Oops, All Bitcoin: South Korea Pushes for Crypto Circuit Breakers After Bithumb's $42B Blunder
South Korea's central bank wants crypto exchanges to implement "circuit breakers" that can halt trading before another Bithumb-style fiasco sends Bitcoin prices into a spiral.
The Bank of Korea released a payments report this week calling for mechanisms similar to the Korea Exchange's trading curbs to suspend trading during wild price swings. The recommendation comes after Bithumb accidentally sent customers 620,000 Bitcoin worth approximately $42 billion in February instead of 620,000 Korean won ($400). In the grand tradition of blockchain transactions being very, very permanent, someone clearly hit "send" while half-asleep and accidentally created enough Bitcoin to buy a small country.
"Currently, the virtual asset industry lacks internal control mechanisms and faces lower regulatory intensity compared to established financial institutions," the report noted. "Consequently, as similar incidents could occur at other virtual asset exchanges, it is necessary to strengthen relevant regulations to prevent them in advance." Translation: "Yeah, we probably should have had some guardrails before letting anyone send $42 billion by accident."
After Bithumb's erroneous transactions, the price of Bitcoin on the exchange dropped sharply as users rushed to sell, prompting panic-selling across the board. Bithumb halted trading and reversed the Bitcoin sends within minutes, but not before 1,788 BTC—worth around $125 million—had already been sold. The exchange covered the shortfall from company reserves. Classic Binance energy there—mistakes were made, some degens made bank, and Bithumb just quietly ate the loss while hoping nobody noticed.
The Bank of Korea recommends that exchanges be required to have systems capable of detecting erroneous payments caused by human error and automatically verifying platform assets against blockchain records to flag discrepancies. Because apparently "maybe don't allow one button to accidentally mint half a million Bitcoin" wasn't already on the feature roadmap.
South Korean lawmakers are currently working on legislation to further regulate the crypto sector, with the Bank of Korea suggesting these measures be included "to enhance the safety and transparency of virtual asset exchange operations." So the government is basically asking exchanges nicely to stop making $42 billion typos before someone actually makes them do it.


▶ Exercise objective
Pull every line from the records that has the word "Transfers" in it.

[Records supplied Boundary: Start]

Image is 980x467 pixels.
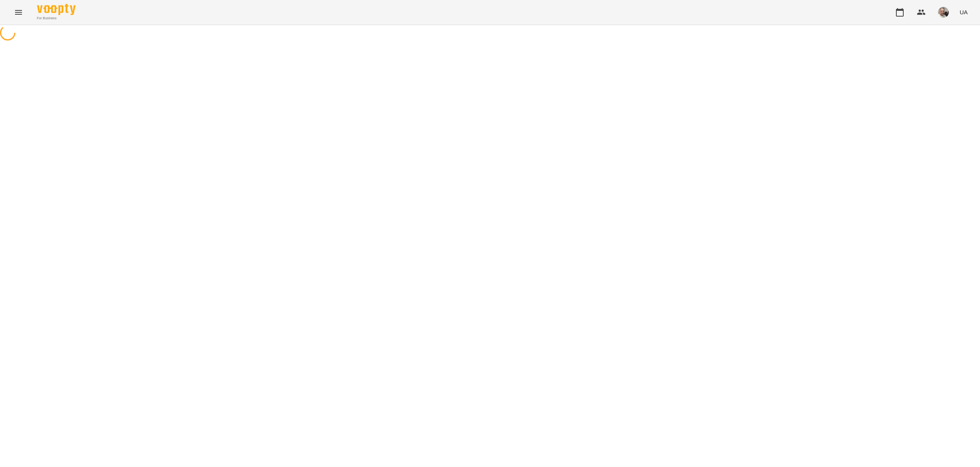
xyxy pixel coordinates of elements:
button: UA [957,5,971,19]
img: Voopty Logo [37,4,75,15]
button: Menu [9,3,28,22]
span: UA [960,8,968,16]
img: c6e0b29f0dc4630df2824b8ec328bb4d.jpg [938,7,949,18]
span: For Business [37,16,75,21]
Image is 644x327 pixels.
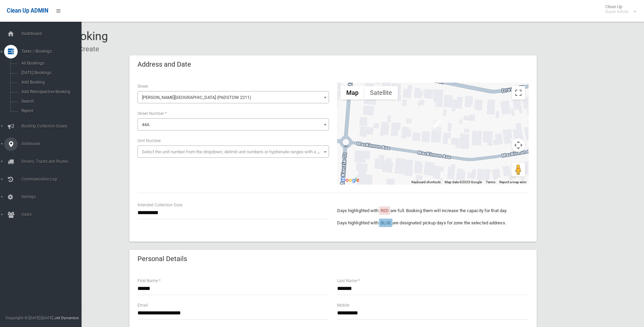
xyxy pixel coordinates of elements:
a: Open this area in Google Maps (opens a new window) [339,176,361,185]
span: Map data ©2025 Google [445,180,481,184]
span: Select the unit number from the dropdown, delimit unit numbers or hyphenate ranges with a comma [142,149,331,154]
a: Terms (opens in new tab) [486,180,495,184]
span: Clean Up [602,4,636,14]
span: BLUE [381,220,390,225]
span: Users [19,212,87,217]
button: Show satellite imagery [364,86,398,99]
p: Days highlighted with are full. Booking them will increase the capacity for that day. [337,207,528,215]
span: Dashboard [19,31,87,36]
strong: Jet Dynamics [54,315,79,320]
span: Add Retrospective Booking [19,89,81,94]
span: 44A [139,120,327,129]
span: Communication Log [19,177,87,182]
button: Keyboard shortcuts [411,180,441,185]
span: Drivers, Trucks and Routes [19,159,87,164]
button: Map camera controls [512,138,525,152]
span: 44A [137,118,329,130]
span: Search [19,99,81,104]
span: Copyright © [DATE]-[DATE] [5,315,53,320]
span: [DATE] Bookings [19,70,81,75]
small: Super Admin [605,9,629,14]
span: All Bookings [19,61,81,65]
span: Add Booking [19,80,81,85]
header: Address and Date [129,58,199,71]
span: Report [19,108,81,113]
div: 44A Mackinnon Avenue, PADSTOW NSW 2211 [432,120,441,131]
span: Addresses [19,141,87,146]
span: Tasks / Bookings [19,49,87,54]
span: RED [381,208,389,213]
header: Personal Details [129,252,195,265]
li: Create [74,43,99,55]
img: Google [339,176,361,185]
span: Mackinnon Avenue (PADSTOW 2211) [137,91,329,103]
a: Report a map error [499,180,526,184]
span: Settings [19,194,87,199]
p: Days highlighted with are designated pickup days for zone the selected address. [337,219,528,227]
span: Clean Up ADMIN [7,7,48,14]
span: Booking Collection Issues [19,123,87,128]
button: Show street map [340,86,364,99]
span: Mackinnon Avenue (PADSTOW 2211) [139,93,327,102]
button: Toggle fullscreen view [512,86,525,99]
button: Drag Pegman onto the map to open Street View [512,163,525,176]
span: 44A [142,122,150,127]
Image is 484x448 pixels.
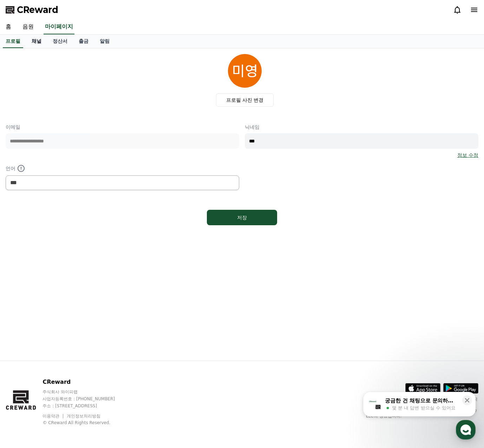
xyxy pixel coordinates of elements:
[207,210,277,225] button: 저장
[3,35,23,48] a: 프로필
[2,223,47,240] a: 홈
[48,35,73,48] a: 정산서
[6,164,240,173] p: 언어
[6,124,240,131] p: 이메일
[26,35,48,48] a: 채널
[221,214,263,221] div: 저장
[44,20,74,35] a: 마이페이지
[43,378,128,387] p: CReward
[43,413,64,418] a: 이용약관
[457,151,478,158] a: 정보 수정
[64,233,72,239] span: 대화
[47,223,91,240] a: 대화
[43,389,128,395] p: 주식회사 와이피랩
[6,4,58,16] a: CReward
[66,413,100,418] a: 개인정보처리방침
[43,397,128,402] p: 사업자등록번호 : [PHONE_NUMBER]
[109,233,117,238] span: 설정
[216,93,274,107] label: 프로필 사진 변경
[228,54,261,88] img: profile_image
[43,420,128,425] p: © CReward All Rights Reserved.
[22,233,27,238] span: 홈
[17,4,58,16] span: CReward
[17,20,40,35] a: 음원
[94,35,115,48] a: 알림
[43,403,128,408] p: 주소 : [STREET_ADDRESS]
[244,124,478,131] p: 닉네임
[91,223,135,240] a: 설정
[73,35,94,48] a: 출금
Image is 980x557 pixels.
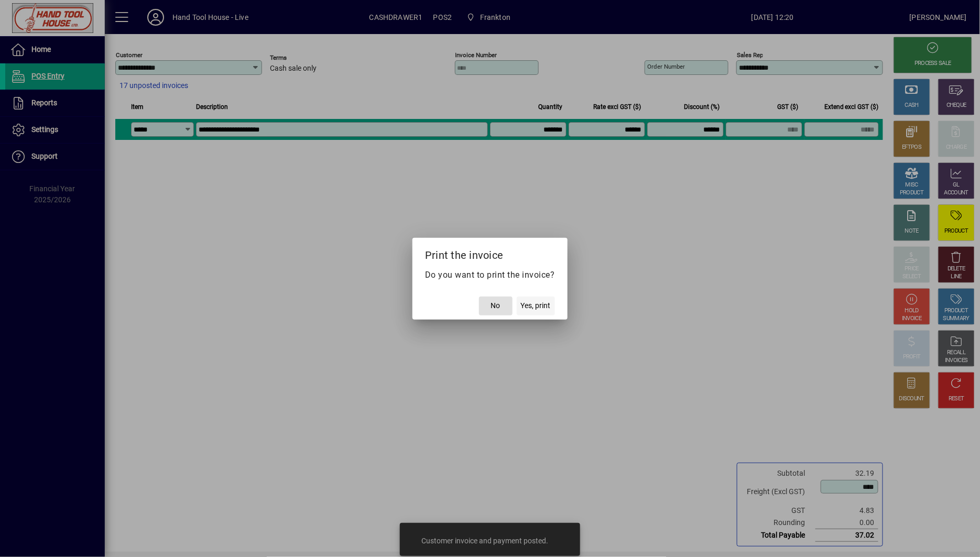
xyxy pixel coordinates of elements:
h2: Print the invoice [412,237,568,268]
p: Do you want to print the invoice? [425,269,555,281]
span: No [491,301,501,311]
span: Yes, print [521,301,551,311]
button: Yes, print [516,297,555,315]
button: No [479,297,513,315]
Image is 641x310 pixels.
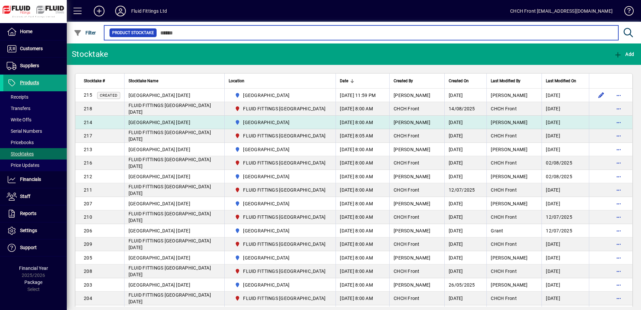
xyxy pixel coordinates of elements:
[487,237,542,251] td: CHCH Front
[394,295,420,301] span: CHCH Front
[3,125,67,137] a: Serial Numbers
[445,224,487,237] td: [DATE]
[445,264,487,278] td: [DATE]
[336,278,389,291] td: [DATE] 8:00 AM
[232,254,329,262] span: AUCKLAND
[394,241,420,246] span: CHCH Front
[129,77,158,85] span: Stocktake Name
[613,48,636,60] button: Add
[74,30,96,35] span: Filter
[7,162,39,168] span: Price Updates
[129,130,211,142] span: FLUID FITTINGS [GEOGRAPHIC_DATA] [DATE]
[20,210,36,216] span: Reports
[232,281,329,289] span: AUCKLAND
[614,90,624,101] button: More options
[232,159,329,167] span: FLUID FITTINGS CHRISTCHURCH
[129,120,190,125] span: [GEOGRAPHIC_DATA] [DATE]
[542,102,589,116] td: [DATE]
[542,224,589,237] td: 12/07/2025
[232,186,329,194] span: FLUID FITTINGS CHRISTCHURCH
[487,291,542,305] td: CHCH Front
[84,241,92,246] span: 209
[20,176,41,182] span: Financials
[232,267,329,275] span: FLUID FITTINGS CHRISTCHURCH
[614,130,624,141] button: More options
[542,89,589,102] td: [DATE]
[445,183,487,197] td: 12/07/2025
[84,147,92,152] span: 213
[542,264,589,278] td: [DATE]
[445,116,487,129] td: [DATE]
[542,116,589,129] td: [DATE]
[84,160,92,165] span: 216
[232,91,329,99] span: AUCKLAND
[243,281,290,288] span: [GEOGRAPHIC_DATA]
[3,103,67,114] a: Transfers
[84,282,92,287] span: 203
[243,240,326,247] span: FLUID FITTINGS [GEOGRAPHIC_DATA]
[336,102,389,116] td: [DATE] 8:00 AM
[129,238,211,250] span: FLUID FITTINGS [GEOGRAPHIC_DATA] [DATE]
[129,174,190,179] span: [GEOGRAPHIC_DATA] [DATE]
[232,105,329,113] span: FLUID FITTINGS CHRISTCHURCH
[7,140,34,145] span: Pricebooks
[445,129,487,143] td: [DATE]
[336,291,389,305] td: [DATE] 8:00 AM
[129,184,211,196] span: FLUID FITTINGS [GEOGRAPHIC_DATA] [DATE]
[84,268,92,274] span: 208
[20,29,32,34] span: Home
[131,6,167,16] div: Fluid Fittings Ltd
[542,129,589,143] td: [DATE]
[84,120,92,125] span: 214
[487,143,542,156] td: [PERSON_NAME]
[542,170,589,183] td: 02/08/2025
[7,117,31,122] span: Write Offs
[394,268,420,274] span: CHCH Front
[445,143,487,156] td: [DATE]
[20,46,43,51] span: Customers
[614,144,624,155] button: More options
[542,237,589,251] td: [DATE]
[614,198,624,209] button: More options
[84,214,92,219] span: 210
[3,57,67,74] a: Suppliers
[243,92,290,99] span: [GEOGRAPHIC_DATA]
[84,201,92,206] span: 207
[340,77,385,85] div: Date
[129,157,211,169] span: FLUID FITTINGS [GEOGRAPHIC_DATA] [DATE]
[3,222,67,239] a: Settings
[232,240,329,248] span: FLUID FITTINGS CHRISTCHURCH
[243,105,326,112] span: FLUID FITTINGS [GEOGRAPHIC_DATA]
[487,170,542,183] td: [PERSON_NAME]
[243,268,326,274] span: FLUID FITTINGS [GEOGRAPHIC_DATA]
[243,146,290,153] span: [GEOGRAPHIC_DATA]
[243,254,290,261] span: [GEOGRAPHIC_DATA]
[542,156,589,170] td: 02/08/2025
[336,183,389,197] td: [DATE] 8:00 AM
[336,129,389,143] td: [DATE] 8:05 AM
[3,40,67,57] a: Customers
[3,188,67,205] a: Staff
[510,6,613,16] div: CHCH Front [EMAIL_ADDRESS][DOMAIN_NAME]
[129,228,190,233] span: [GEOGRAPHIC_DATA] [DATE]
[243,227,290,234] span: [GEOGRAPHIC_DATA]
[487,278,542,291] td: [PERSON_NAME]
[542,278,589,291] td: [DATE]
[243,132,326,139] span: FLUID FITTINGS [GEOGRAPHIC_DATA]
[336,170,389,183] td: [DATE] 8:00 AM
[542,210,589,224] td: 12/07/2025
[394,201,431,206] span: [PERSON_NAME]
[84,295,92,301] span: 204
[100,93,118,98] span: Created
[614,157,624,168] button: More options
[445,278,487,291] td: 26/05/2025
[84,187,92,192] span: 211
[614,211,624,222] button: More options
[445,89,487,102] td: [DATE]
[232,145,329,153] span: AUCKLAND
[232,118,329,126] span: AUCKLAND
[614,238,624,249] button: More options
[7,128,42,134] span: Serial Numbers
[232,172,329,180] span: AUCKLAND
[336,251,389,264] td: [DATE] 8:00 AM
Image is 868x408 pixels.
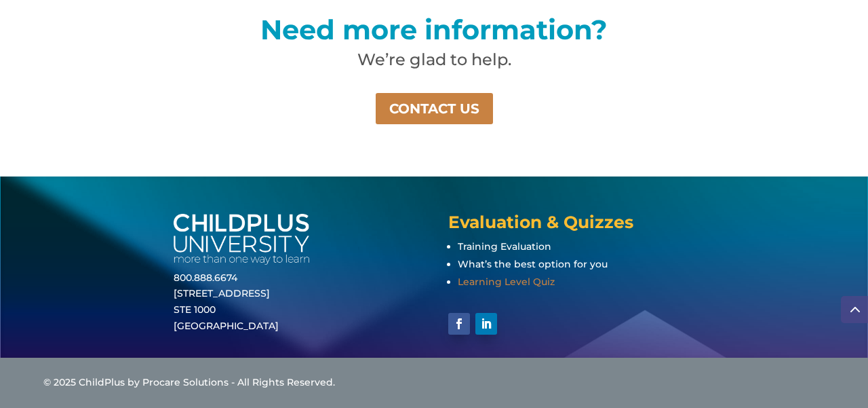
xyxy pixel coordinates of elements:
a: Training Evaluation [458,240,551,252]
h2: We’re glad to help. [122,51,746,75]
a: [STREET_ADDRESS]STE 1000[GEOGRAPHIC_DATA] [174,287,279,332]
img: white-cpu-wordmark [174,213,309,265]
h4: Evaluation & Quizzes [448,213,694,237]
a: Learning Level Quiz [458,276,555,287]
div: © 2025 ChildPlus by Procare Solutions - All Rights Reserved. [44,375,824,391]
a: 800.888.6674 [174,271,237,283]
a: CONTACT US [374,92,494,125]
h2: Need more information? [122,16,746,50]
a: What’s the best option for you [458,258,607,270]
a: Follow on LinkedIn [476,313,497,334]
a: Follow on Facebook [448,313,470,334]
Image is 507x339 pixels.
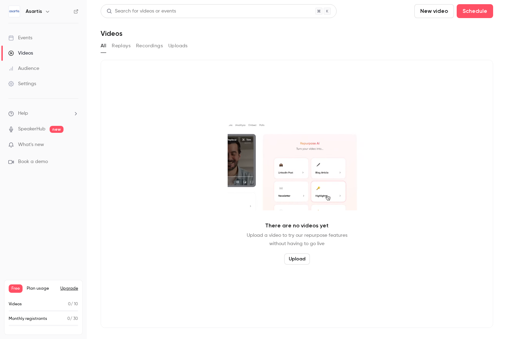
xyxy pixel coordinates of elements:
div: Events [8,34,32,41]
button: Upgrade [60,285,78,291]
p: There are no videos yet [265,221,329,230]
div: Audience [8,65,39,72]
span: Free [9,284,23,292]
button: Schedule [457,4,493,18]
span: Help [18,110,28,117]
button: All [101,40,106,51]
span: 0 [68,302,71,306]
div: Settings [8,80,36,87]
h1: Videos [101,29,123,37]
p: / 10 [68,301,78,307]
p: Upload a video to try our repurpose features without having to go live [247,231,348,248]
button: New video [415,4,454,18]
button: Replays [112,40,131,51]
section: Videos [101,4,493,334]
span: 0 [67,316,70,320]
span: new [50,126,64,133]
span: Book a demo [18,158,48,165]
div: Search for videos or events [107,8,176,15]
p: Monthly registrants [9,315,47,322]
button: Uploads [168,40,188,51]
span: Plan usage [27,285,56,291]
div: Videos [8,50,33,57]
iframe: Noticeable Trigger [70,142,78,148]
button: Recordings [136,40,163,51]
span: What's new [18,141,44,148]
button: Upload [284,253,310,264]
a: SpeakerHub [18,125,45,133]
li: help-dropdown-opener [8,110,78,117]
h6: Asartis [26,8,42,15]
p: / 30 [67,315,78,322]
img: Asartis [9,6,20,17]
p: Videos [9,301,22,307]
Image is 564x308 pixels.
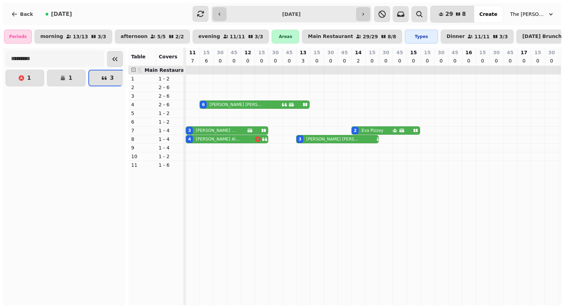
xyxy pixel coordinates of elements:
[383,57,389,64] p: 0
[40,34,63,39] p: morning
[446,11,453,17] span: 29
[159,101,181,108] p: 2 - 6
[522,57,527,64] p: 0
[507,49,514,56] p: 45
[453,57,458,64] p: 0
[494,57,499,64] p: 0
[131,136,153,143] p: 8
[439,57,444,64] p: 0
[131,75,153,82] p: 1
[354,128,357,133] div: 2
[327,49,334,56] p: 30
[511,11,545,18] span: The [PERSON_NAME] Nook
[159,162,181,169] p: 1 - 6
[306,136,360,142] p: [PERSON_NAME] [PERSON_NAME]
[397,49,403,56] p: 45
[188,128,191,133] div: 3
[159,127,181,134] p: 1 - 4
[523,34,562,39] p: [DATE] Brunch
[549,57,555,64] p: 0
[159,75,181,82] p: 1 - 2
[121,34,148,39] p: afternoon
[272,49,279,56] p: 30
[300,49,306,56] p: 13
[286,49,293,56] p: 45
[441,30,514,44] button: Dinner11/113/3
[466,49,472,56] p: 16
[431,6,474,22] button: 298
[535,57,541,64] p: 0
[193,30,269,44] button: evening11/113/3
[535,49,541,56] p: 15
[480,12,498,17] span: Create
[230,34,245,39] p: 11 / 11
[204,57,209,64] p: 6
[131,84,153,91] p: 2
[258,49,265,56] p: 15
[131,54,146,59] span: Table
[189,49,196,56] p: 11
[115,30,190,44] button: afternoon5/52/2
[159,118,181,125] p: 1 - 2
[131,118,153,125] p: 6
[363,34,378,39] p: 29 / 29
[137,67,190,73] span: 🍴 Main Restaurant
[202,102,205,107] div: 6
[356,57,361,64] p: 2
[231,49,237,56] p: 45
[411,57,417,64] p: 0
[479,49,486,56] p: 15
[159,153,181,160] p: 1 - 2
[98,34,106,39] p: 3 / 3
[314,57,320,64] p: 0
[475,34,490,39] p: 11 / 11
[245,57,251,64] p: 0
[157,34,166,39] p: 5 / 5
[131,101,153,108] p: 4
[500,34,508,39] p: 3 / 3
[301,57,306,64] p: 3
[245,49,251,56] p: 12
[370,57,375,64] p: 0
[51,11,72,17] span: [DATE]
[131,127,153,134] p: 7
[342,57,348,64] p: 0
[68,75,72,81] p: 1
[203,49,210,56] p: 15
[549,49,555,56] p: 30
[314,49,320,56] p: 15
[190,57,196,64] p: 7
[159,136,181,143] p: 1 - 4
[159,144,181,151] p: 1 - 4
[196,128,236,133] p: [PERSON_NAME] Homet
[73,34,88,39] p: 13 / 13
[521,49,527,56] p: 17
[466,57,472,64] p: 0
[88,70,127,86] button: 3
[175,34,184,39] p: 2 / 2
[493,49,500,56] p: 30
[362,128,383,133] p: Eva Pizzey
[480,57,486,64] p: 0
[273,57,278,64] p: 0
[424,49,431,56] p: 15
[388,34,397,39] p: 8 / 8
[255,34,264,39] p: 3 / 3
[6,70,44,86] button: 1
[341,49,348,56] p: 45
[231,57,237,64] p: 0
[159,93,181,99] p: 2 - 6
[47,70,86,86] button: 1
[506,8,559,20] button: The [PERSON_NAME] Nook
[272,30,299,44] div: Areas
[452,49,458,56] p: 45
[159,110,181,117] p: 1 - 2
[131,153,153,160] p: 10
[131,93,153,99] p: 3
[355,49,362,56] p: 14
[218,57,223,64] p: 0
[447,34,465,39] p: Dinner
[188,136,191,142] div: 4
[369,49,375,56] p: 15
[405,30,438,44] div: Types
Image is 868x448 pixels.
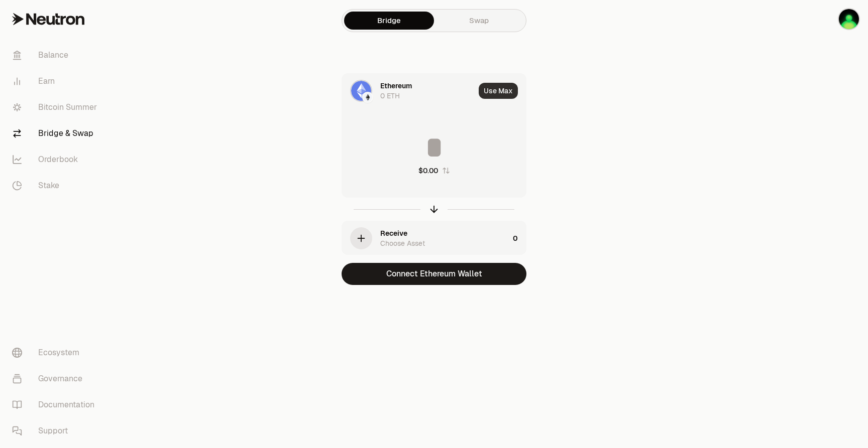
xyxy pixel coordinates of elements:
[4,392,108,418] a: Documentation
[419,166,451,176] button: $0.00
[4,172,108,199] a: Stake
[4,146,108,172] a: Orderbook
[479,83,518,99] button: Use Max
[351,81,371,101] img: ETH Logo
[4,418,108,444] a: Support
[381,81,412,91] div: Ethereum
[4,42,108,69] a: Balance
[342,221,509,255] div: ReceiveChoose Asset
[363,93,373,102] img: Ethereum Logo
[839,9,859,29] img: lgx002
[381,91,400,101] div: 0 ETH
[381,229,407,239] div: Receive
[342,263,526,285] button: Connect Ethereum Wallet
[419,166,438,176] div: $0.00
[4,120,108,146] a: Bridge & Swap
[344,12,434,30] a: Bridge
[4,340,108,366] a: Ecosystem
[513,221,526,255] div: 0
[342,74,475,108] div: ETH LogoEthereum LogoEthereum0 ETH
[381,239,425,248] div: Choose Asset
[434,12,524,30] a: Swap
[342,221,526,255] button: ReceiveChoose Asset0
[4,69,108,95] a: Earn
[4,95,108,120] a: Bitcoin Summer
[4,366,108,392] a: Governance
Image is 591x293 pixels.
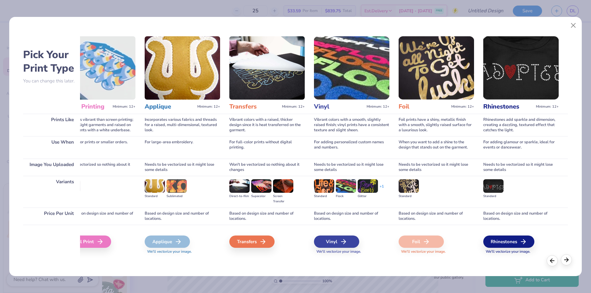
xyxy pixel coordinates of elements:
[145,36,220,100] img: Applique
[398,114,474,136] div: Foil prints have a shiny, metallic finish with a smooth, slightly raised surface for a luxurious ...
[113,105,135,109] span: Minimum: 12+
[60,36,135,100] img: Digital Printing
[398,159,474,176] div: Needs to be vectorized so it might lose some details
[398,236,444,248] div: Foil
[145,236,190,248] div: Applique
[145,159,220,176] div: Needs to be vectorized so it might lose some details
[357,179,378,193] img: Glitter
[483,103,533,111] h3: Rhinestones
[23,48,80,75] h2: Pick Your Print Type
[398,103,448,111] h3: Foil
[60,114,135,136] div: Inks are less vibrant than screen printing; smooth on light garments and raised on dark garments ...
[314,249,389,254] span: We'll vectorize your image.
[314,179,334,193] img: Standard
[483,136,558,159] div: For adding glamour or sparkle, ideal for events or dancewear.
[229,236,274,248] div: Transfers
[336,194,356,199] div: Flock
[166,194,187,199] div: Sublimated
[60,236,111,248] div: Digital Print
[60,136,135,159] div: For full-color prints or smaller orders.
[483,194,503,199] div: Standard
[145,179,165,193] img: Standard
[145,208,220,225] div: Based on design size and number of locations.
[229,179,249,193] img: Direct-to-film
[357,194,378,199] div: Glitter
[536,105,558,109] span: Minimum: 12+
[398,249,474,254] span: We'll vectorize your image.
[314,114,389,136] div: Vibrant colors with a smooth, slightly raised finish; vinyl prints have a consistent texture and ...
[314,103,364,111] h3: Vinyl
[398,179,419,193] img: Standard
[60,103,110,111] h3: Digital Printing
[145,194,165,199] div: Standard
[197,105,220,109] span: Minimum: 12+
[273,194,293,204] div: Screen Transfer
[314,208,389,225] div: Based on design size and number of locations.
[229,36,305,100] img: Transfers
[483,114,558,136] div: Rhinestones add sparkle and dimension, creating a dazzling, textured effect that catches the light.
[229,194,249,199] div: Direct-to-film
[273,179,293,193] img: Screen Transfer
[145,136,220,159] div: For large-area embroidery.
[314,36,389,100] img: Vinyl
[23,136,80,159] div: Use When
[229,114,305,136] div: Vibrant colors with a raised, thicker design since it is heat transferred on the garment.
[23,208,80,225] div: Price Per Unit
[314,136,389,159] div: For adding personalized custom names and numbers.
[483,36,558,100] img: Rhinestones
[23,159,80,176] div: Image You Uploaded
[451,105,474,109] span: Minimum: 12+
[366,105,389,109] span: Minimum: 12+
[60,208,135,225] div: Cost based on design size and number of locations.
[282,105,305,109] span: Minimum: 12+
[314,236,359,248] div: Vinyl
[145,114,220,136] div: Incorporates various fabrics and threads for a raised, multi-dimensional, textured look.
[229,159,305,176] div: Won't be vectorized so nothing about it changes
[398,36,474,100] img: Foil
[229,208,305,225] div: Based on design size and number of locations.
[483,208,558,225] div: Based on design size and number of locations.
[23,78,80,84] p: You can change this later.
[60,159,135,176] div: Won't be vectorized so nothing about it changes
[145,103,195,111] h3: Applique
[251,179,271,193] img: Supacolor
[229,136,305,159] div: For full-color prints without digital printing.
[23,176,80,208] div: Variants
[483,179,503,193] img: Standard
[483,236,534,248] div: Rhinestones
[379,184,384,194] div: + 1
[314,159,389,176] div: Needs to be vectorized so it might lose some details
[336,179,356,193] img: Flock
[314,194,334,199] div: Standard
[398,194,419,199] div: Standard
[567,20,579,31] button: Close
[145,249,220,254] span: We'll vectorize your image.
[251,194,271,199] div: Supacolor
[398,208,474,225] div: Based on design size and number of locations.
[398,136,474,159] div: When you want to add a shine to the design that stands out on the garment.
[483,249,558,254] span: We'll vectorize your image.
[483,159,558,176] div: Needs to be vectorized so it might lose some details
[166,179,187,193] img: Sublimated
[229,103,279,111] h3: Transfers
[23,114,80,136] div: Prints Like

[Records supplied Boundary: End]

▶ Reply
[3,103,67,114] a: Transfers
[229,236,274,248] div: Transfers
[229,36,305,100] img: Transfers
[229,103,279,111] h3: Transfers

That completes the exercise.